PM Thompson warns against government interference in cricket

BRIDGETOWN, Barbados, CMC – In spite of the current perilous state of West Indies cricket, the Barbados Prime Minister David Thompson is not favouring too much government intervention in the problems surrounding the sport.

A bitter contractual dispute between top flight players and the West Indies Cricket Board (WICB) has crippled the sport in recent months but Thompson believes the region should tread carefully with government intervention on the issue.

“The furthest you can keep political meddling out of West Indies cricket, the better,” Thompson told reporters at a news conference on Thursday afternoon.

Last month, CARICOM proposed a six–point plan aimed at ending the bitter dispute but Thompson’s personal view is that government intervention should be limited.

“We have a very important interest collectively as Caribbean people in the success of the West Indies cricket team, but I’m not sure that too much involvement by political leaders, other than at the philosophical level and perhaps even at the level of broad direction, is desirable,” he said.

Thompson suggested that political intervention could negatively impact other areas of the game including team selection.

“I know where those things lead. There are some countries that will take the position that once they make a contribution that they should have a player on the team. You will start to hear that,” he said.

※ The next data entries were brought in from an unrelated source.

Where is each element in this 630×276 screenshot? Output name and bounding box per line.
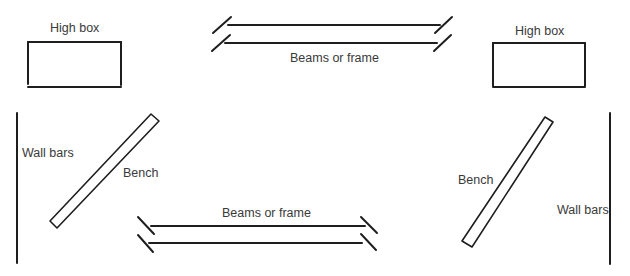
high-box-right	[493, 43, 585, 87]
beams-bottom-label: Beams or frame	[222, 206, 311, 220]
wall-bars-left-label: Wall bars	[22, 146, 74, 160]
gym-layout-diagram	[0, 0, 630, 276]
beams-top	[212, 17, 452, 51]
high-box-left-label: High box	[50, 21, 99, 35]
bench-right-label: Bench	[458, 173, 493, 187]
wall-bars-right-label: Wall bars	[557, 203, 609, 217]
high-box-left	[28, 42, 121, 87]
beams-top-label: Beams or frame	[290, 51, 379, 65]
bench-left-label: Bench	[123, 166, 158, 180]
high-box-right-label: High box	[515, 24, 564, 38]
beams-bottom	[138, 217, 377, 252]
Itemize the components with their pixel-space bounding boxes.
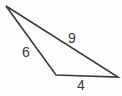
side-label-base: 4 [73, 78, 89, 92]
triangle-figure: 6 9 4 [0, 0, 122, 96]
side-label-left: 6 [18, 45, 34, 59]
side-label-hypotenuse: 9 [64, 31, 80, 45]
triangle-outline [6, 6, 118, 77]
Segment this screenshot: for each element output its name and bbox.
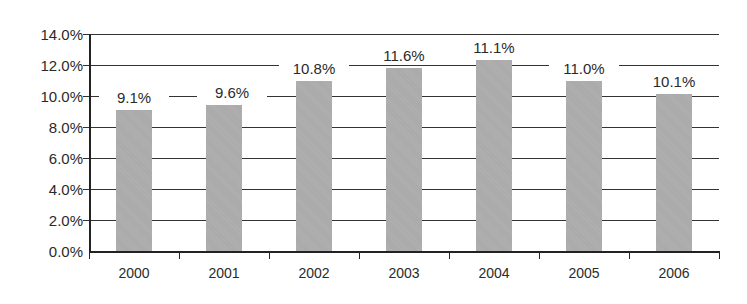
x-tick-label: 2005 — [539, 265, 629, 281]
bar-chart: 0.0%2.0%4.0%6.0%8.0%10.0%12.0%14.0%9.1%2… — [0, 0, 747, 304]
gridline — [83, 65, 719, 66]
bar-2004 — [476, 60, 512, 251]
y-tick-label: 0.0% — [49, 243, 83, 260]
x-tick-label: 2006 — [629, 265, 719, 281]
x-tick-mark — [539, 251, 540, 259]
y-tick-label: 12.0% — [40, 57, 83, 74]
gridline — [83, 34, 719, 35]
bar-2002 — [296, 81, 332, 252]
y-tick-label: 14.0% — [40, 26, 83, 43]
y-axis — [89, 34, 91, 252]
x-tick-mark — [629, 251, 630, 259]
x-tick-mark — [89, 251, 90, 259]
data-label: 11.1% — [459, 40, 529, 56]
x-tick-mark — [449, 251, 450, 259]
y-tick-label: 10.0% — [40, 88, 83, 105]
x-tick-label: 2001 — [179, 265, 269, 281]
x-tick-label: 2004 — [449, 265, 539, 281]
data-label: 10.1% — [639, 74, 709, 90]
bar-2005 — [566, 81, 602, 252]
y-tick-label: 8.0% — [49, 119, 83, 136]
bar-2003 — [386, 68, 422, 251]
x-tick-label: 2000 — [89, 265, 179, 281]
x-tick-mark — [179, 251, 180, 259]
x-tick-mark — [719, 251, 720, 259]
data-label: 9.6% — [197, 85, 267, 101]
data-label: 9.1% — [99, 90, 169, 106]
bar-2001 — [206, 105, 242, 251]
x-axis — [89, 251, 719, 253]
x-tick-mark — [269, 251, 270, 259]
y-tick-label: 6.0% — [49, 150, 83, 167]
bar-2006 — [656, 94, 692, 251]
bar-2000 — [116, 110, 152, 251]
y-tick-label: 2.0% — [49, 212, 83, 229]
data-label: 10.8% — [279, 61, 349, 77]
data-label: 11.0% — [549, 61, 619, 77]
x-tick-label: 2003 — [359, 265, 449, 281]
x-tick-mark — [359, 251, 360, 259]
data-label: 11.6% — [369, 48, 439, 64]
y-tick-label: 4.0% — [49, 181, 83, 198]
x-tick-label: 2002 — [269, 265, 359, 281]
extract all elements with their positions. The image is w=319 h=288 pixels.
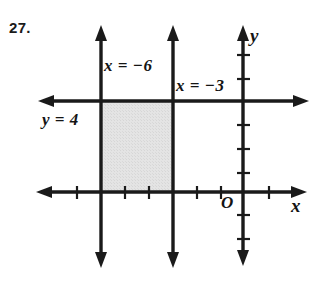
label-x-equals-neg6: x = −6 <box>104 57 153 74</box>
label-y-equals-4: y = 4 <box>42 111 79 128</box>
figure-container: 27. <box>0 0 319 288</box>
coordinate-graph <box>0 0 319 288</box>
y-axis-label: y <box>250 26 258 45</box>
x-axis-label: x <box>291 196 301 215</box>
origin-label: O <box>221 194 233 211</box>
y-axis <box>237 25 249 266</box>
label-x-equals-neg3: x = −3 <box>176 77 225 94</box>
shaded-solution-region <box>101 101 173 192</box>
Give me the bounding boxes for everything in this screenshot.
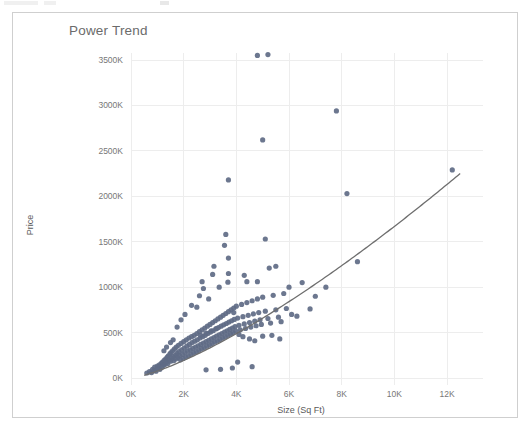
scatter-point[interactable] bbox=[198, 333, 203, 338]
scatter-point[interactable] bbox=[203, 330, 208, 335]
scatter-point[interactable] bbox=[210, 272, 215, 277]
scatter-point[interactable] bbox=[281, 291, 286, 296]
scatter-point[interactable] bbox=[222, 243, 227, 248]
y-tick-label: 0K bbox=[113, 373, 124, 383]
scatter-point[interactable] bbox=[206, 296, 211, 301]
scatter-point[interactable] bbox=[214, 326, 219, 331]
y-tick-label: 3000K bbox=[98, 100, 123, 110]
cropped-toolbar-strip bbox=[0, 0, 529, 11]
x-tick-label: 4K bbox=[231, 389, 242, 399]
scatter-point[interactable] bbox=[355, 259, 360, 264]
scatter-point[interactable] bbox=[246, 313, 251, 318]
scatter-point[interactable] bbox=[269, 333, 274, 338]
scatter-point[interactable] bbox=[250, 298, 255, 303]
scatter-point[interactable] bbox=[218, 367, 223, 372]
scatter-point[interactable] bbox=[260, 295, 265, 300]
scatter-point[interactable] bbox=[225, 280, 230, 285]
scatter-point[interactable] bbox=[259, 322, 264, 327]
scatter-point[interactable] bbox=[277, 336, 282, 341]
scatter-point[interactable] bbox=[168, 340, 173, 345]
scatter-point[interactable] bbox=[209, 328, 214, 333]
scatter-point[interactable] bbox=[203, 367, 208, 372]
scatter-point[interactable] bbox=[223, 232, 228, 237]
scatter-point[interactable] bbox=[194, 305, 199, 310]
scatter-point[interactable] bbox=[217, 285, 222, 290]
y-tick-label: 500K bbox=[103, 328, 123, 338]
scatter-point[interactable] bbox=[236, 323, 241, 328]
toolbar-ghost-item-2 bbox=[44, 1, 56, 5]
scatter-point[interactable] bbox=[231, 310, 236, 315]
x-axis-tick-labels: 0K2K4K6K8K10K12K bbox=[126, 389, 455, 399]
y-tick-label: 2000K bbox=[98, 191, 123, 201]
scatter-point[interactable] bbox=[244, 279, 249, 284]
scatter-point[interactable] bbox=[284, 306, 289, 311]
scatter-point[interactable] bbox=[226, 255, 231, 260]
x-tick-label: 0K bbox=[126, 389, 137, 399]
scatter-point[interactable] bbox=[313, 294, 318, 299]
scatter-point[interactable] bbox=[256, 310, 261, 315]
scatter-point[interactable] bbox=[211, 264, 216, 269]
scatter-point[interactable] bbox=[265, 52, 270, 57]
scatter-point[interactable] bbox=[235, 315, 240, 320]
scatter-point[interactable] bbox=[267, 265, 272, 270]
scatter-point[interactable] bbox=[182, 312, 187, 317]
y-axis-title: Price bbox=[25, 215, 35, 236]
scatter-point[interactable] bbox=[255, 279, 260, 284]
data-points-group[interactable] bbox=[144, 52, 455, 376]
scatter-point[interactable] bbox=[234, 304, 239, 309]
scatter-point[interactable] bbox=[174, 325, 179, 330]
scatter-point[interactable] bbox=[244, 300, 249, 305]
scatter-plot-svg[interactable]: 0K500K1000K1500K2000K2500K3000K3500K 0K2… bbox=[13, 13, 519, 419]
chart-panel: Power Trend 0K500K1000K1500K2000K2500K30… bbox=[12, 12, 518, 418]
scatter-point[interactable] bbox=[279, 319, 284, 324]
plot-area[interactable]: 0K500K1000K1500K2000K2500K3000K3500K 0K2… bbox=[13, 13, 519, 419]
scatter-point[interactable] bbox=[307, 306, 312, 311]
y-tick-label: 3500K bbox=[98, 55, 123, 65]
scatter-point[interactable] bbox=[286, 285, 291, 290]
scatter-point[interactable] bbox=[226, 177, 231, 182]
scatter-point[interactable] bbox=[260, 334, 265, 339]
scatter-point[interactable] bbox=[235, 360, 240, 365]
toolbar-ghost-item-3 bbox=[160, 1, 169, 5]
toolbar-ghost-item-1 bbox=[4, 1, 38, 5]
scatter-point[interactable] bbox=[189, 303, 194, 308]
scatter-point[interactable] bbox=[268, 320, 273, 325]
scatter-point[interactable] bbox=[334, 108, 339, 113]
scatter-point[interactable] bbox=[178, 317, 183, 322]
scatter-point[interactable] bbox=[230, 365, 235, 370]
scatter-point[interactable] bbox=[344, 191, 349, 196]
scatter-point[interactable] bbox=[450, 167, 455, 172]
scatter-point[interactable] bbox=[251, 311, 256, 316]
scatter-point[interactable] bbox=[255, 53, 260, 58]
scatter-point[interactable] bbox=[226, 271, 231, 276]
scatter-point[interactable] bbox=[197, 293, 202, 298]
scatter-point[interactable] bbox=[161, 348, 166, 353]
scatter-point[interactable] bbox=[294, 314, 299, 319]
scatter-point[interactable] bbox=[263, 236, 268, 241]
scatter-point[interactable] bbox=[242, 321, 247, 326]
scatter-point[interactable] bbox=[323, 285, 328, 290]
scatter-point[interactable] bbox=[247, 336, 252, 341]
screenshot-root: Power Trend 0K500K1000K1500K2000K2500K30… bbox=[0, 0, 529, 430]
y-tick-label: 1500K bbox=[98, 237, 123, 247]
scatter-point[interactable] bbox=[271, 293, 276, 298]
scatter-point[interactable] bbox=[289, 312, 294, 317]
scatter-point[interactable] bbox=[273, 264, 278, 269]
scatter-point[interactable] bbox=[201, 286, 206, 291]
scatter-point[interactable] bbox=[260, 137, 265, 142]
scatter-point[interactable] bbox=[240, 314, 245, 319]
scatter-point[interactable] bbox=[255, 296, 260, 301]
y-axis-tick-labels: 0K500K1000K1500K2000K2500K3000K3500K bbox=[98, 55, 123, 383]
scatter-point[interactable] bbox=[300, 280, 305, 285]
scatter-point[interactable] bbox=[263, 309, 268, 314]
scatter-point[interactable] bbox=[240, 334, 245, 339]
x-tick-label: 2K bbox=[178, 389, 189, 399]
x-tick-label: 6K bbox=[284, 389, 295, 399]
x-tick-label: 12K bbox=[439, 389, 454, 399]
scatter-point[interactable] bbox=[239, 302, 244, 307]
scatter-point[interactable] bbox=[276, 315, 281, 320]
scatter-point[interactable] bbox=[242, 273, 247, 278]
scatter-point[interactable] bbox=[250, 364, 255, 369]
scatter-point[interactable] bbox=[252, 338, 257, 343]
scatter-point[interactable] bbox=[200, 279, 205, 284]
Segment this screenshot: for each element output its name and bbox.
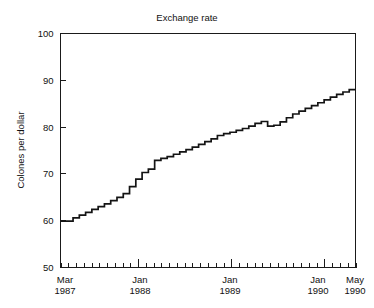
x-tick-label-group: May1990 — [344, 274, 365, 296]
x-tick-label-month: Jan — [310, 274, 325, 285]
y-tick-label: 60 — [43, 215, 54, 226]
x-tick-label-year: 1988 — [129, 285, 150, 296]
x-tick-label-group: Mar1987 — [54, 274, 75, 296]
x-tick-label-group: Jan1990 — [307, 274, 328, 296]
y-axis-title: Colones per dollar — [15, 111, 26, 188]
y-tick-label: 100 — [38, 28, 54, 39]
x-tick-label-year: 1990 — [344, 285, 365, 296]
x-tick-label-month: Jan — [222, 274, 237, 285]
chart-title: Exchange rate — [156, 12, 217, 23]
x-tick-label-month: Mar — [57, 274, 73, 285]
x-tick-label-year: 1987 — [54, 285, 75, 296]
x-tick-label-month: Jan — [132, 274, 147, 285]
exchange-rate-line-chart: Exchange rate 5060708090100 Colones per … — [0, 0, 374, 308]
chart-figure: Exchange rate 5060708090100 Colones per … — [0, 0, 374, 308]
x-tick-label-group: Jan1988 — [129, 274, 150, 296]
x-tick-label-year: 1989 — [219, 285, 240, 296]
y-tick-label: 90 — [43, 75, 54, 86]
x-tick-label-year: 1990 — [307, 285, 328, 296]
chart-background — [0, 0, 374, 308]
y-tick-label: 80 — [43, 122, 54, 133]
x-tick-label-month: May — [346, 274, 364, 285]
x-tick-label-group: Jan1989 — [219, 274, 240, 296]
y-tick-label: 70 — [43, 168, 54, 179]
y-tick-label: 50 — [43, 262, 54, 273]
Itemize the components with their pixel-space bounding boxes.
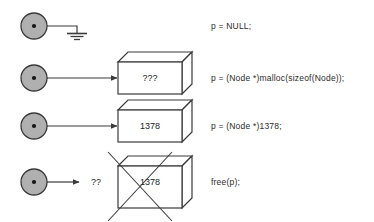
diagram-canvas: ??? 1378 ?? <box>0 0 374 222</box>
pointer-node <box>21 13 47 39</box>
box-top-face <box>118 100 192 110</box>
row-assign: 1378 <box>47 100 192 142</box>
ground-wire <box>47 26 77 33</box>
dangling-pointer-label: ?? <box>91 177 101 187</box>
pointer-node <box>21 169 47 195</box>
row-malloc: ??? <box>47 52 192 94</box>
pointer-node <box>21 113 47 139</box>
box-value-label: 1378 <box>140 177 160 187</box>
caption-malloc: p = (Node *)malloc(sizeof(Node)); <box>211 73 344 83</box>
caption-free: free(p); <box>211 177 240 187</box>
box-value-label: 1378 <box>140 121 160 131</box>
box-top-face <box>118 156 192 166</box>
row-free: ?? 1378 <box>47 152 192 221</box>
box-top-face <box>118 52 192 62</box>
box-side-face <box>182 156 192 208</box>
box-front-face <box>118 166 182 208</box>
pointer-node <box>21 65 47 91</box>
caption-null: p = NULL; <box>211 21 251 31</box>
box-value-label: ??? <box>142 73 157 83</box>
pointer-lifecycle-diagram: ??? 1378 ?? <box>0 0 374 222</box>
row-null <box>21 13 87 40</box>
ground-icon <box>67 34 87 40</box>
caption-assign: p = (Node *)1378; <box>211 121 282 131</box>
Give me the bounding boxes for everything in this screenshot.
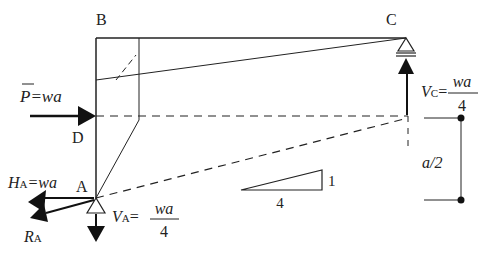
support-A [87, 198, 105, 242]
support-C [396, 38, 416, 115]
load-P: P=wa [19, 84, 96, 126]
reaction-RA: RA [23, 200, 94, 245]
va-arrow-head [87, 226, 105, 242]
label-D: D [72, 129, 84, 146]
svg-text:4: 4 [276, 195, 284, 211]
frame-diagram: B C D A P=wa VC= wa 4 a/2 1 4 [0, 0, 497, 259]
slope-triangle [241, 170, 322, 190]
vc-arrow-head [398, 58, 414, 74]
dim-top-dot [458, 115, 465, 122]
svg-text:RA: RA [23, 228, 42, 245]
svg-text:wa: wa [453, 73, 472, 90]
label-A: A [76, 178, 88, 195]
svg-text:HA=wa: HA=wa [7, 174, 57, 191]
dim-bottom-dot [458, 197, 465, 204]
svg-text:wa: wa [155, 200, 174, 217]
frame-structure [96, 38, 408, 198]
load-arrow-head [78, 106, 96, 126]
svg-text:4: 4 [458, 97, 466, 114]
support-C-triangle [398, 38, 414, 51]
dimension-a-half: a/2 [422, 115, 465, 204]
svg-text:VC=: VC= [421, 83, 447, 100]
label-B: B [96, 11, 107, 28]
reaction-VC-label: VC= wa 4 [421, 73, 478, 114]
deflected-beam [96, 38, 406, 80]
svg-text:1: 1 [328, 173, 336, 189]
svg-text:4: 4 [160, 223, 168, 240]
svg-text:VA=: VA= [112, 208, 139, 225]
load-label: P=wa [19, 87, 62, 106]
slope-indicator: 1 4 [241, 170, 336, 211]
label-C: C [386, 11, 397, 28]
dashed-diagonal-A [96, 118, 408, 198]
ra-arrow-shaft [46, 200, 94, 213]
reaction-VA-label: VA= wa 4 [112, 200, 179, 240]
svg-text:a/2: a/2 [422, 154, 442, 171]
deflected-column-lower [96, 120, 139, 198]
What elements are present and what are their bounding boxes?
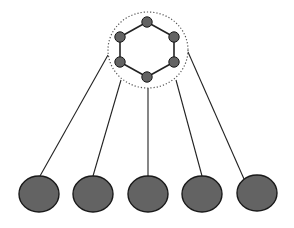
leaf-node-l3 [128,176,168,212]
leaf-node-l1 [19,176,59,212]
link-line-5 [188,52,244,179]
link-line-4 [176,80,202,176]
leaf-nodes [19,175,277,212]
ring-node-h6 [115,32,125,42]
ring-node-h4 [142,72,152,82]
ring-node-h1 [142,17,152,27]
leaf-node-l4 [182,176,222,212]
ring-node-h2 [169,32,179,42]
leaf-node-l5 [237,175,277,211]
hexagon-ring-nodes [115,17,179,82]
network-diagram [0,0,294,228]
ring-node-h5 [115,57,125,67]
hexagon-ring-edges [120,22,174,77]
leaf-node-l2 [73,176,113,212]
ring-node-h3 [169,57,179,67]
link-line-2 [93,80,121,176]
cluster-to-leaf-links [40,52,244,179]
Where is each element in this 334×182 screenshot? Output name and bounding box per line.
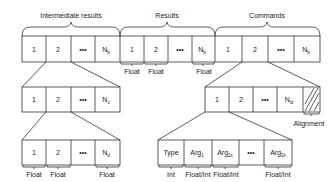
cell-label: 2 — [154, 46, 158, 53]
cell-label-type: Type — [163, 149, 178, 157]
cell-label-n: Nd — [102, 149, 110, 158]
type-label: Float — [124, 68, 140, 75]
ellipsis-dots: ••• — [79, 96, 87, 103]
cell-label: 1 — [32, 96, 36, 103]
type-label: Float — [26, 171, 42, 178]
cell-label: 1 — [226, 46, 230, 53]
brace-results — [120, 22, 215, 36]
type-label: Int — [167, 171, 175, 178]
cell-label-n: Nb — [102, 46, 110, 55]
cell-label: 2 — [239, 96, 243, 103]
type-label: Float — [196, 68, 212, 75]
ellipsis-dots: ••• — [79, 46, 87, 53]
cell-label: 1 — [32, 46, 36, 53]
type-label: Float/Int — [265, 171, 290, 178]
cell-label: 1 — [130, 46, 134, 53]
intermediate-results-title: Intermediate results — [40, 12, 102, 19]
data-layout-diagram: Intermediate results Results Commands 1 … — [0, 0, 334, 182]
cell-label-n: Nb — [302, 46, 310, 55]
cell-label: 1 — [32, 149, 36, 156]
ellipsis-dots: ••• — [247, 149, 255, 156]
cell-label-n: Nid — [285, 96, 294, 105]
cell-label-arg: Arg2x — [217, 149, 233, 158]
cell-label: 1 — [215, 96, 219, 103]
ellipsis-dots: ••• — [277, 46, 285, 53]
alignment-label: Alignment — [293, 120, 324, 128]
results-title: Results — [155, 12, 179, 19]
type-label: Float/Int — [213, 171, 238, 178]
type-label: Float — [148, 68, 164, 75]
commands-title: Commands — [249, 12, 285, 19]
cell-label: 2 — [56, 46, 60, 53]
alignment-padding-cell — [305, 88, 319, 111]
cell-label: 2 — [253, 46, 257, 53]
cell-label: 2 — [56, 149, 60, 156]
type-label: Float/Int — [185, 171, 210, 178]
cell-label: 2 — [56, 96, 60, 103]
brace-commands — [215, 22, 320, 36]
cell-label-n: Nc — [102, 96, 110, 105]
cell-label-arg: Arg3x — [270, 149, 286, 158]
ellipsis-dots: ••• — [79, 149, 87, 156]
type-label: Float — [99, 171, 115, 178]
ellipsis-dots: ••• — [176, 46, 184, 53]
type-label: Float — [50, 171, 66, 178]
brace-intermediate — [22, 22, 120, 36]
ellipsis-dots: ••• — [261, 96, 269, 103]
cell-label-n: Nb — [198, 46, 206, 55]
cell-label-arg: Arg1 — [190, 149, 204, 158]
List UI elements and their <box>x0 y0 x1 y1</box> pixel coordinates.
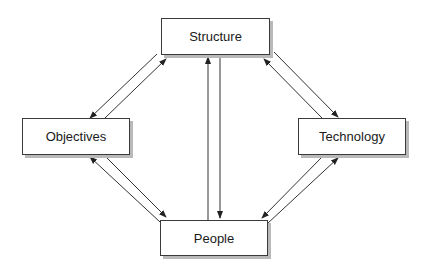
node-objectives: Objectives <box>22 118 130 155</box>
arrow-technology-to-people <box>262 157 322 218</box>
arrow-objectives-to-structure <box>105 59 166 118</box>
node-label: Objectives <box>46 129 107 144</box>
node-label: Technology <box>319 129 385 144</box>
node-structure: Structure <box>161 18 270 55</box>
arrow-objectives-to-people <box>106 157 166 217</box>
arrow-people-to-technology <box>268 158 338 223</box>
arrow-technology-to-structure <box>264 59 322 118</box>
arrow-structure-to-objectives <box>90 54 157 118</box>
arrow-people-to-objectives <box>90 157 160 222</box>
node-label: Structure <box>189 29 242 44</box>
node-label: People <box>194 231 234 246</box>
node-people: People <box>160 220 268 256</box>
arrow-structure-to-technology <box>274 52 338 117</box>
node-technology: Technology <box>298 118 406 155</box>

“People will start to argue that the team should have 11 members, one from each territory, or other permutations,” he said.

Thompson asserted that governments should not be completely divorced from the development of the game.

He suggested that the current impasse is fraught with personality issues and believes politicians should stay away from those matters.

“That is not to say politicians don’t have a view about cricket, or cannot help in supporting institutional arrangements to build up or change the direction of cricket, (I am talking about) cricket, not personalities in cricket because that is part of the problem.

“If we focus on the cricket perhaps that would be one of the answers, (but) there is far too much focus on the personalities in cricket and I think that is what has led to the challenges that we are facing,” Thompson said.

In the meantime, there has not been any pronounced movement in settling the WIPA/WICB issues except that the feuding parties have both accepted recent recommendations proposed by CARICOM leaders and the new WICB chief executive Ernest Hilaire has spoken optimistically about mending fences.